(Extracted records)

□ □ □ □

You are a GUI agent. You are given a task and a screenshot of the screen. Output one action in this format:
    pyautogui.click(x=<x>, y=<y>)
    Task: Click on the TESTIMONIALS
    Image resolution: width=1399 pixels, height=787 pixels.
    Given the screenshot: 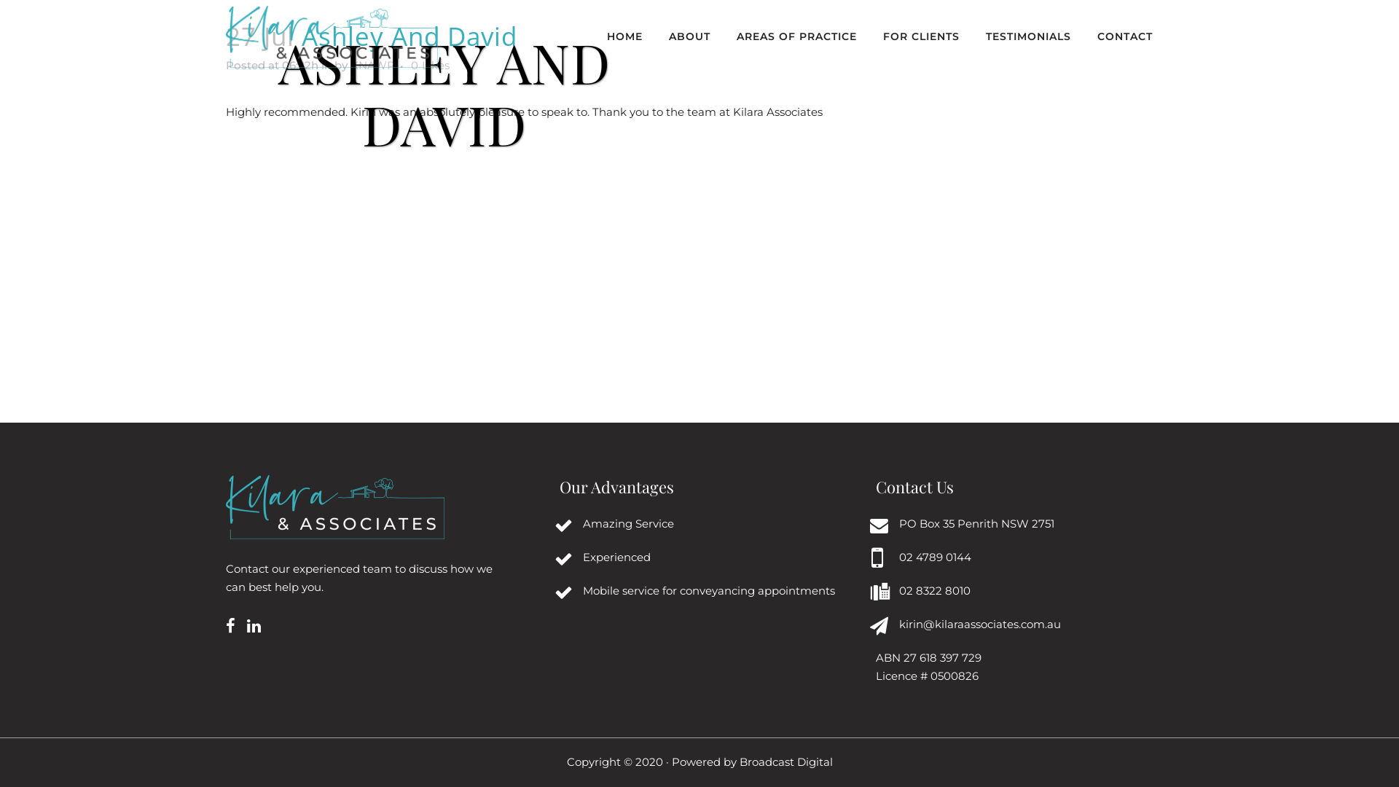 What is the action you would take?
    pyautogui.click(x=1029, y=36)
    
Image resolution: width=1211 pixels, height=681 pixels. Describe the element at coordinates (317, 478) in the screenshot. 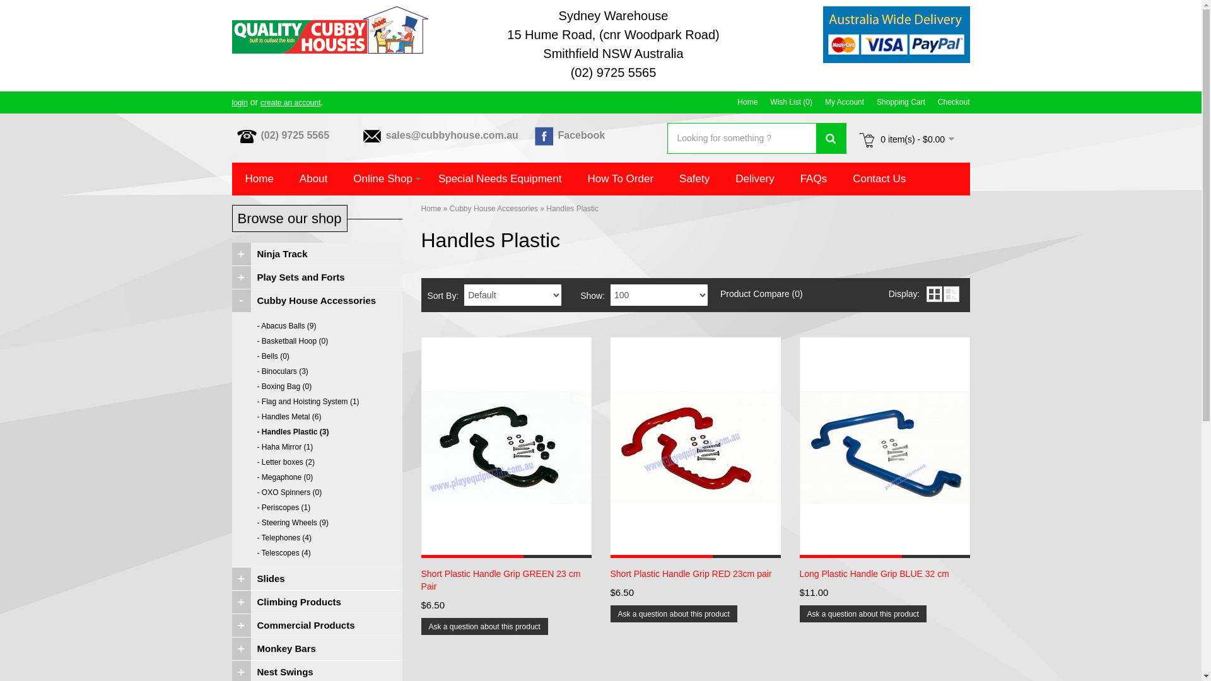

I see `- Megaphone (0)` at that location.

□ □ □ □

EXERCISE GOAL:
Restate the data exactly, though only from the line that contains "Image resolution: width=1211" through its last line, both ends included and with the pictures left out.

ANSWER BELOW:
Image resolution: width=1211 pixels, height=681 pixels. Describe the element at coordinates (317, 478) in the screenshot. 

I see `- Megaphone (0)` at that location.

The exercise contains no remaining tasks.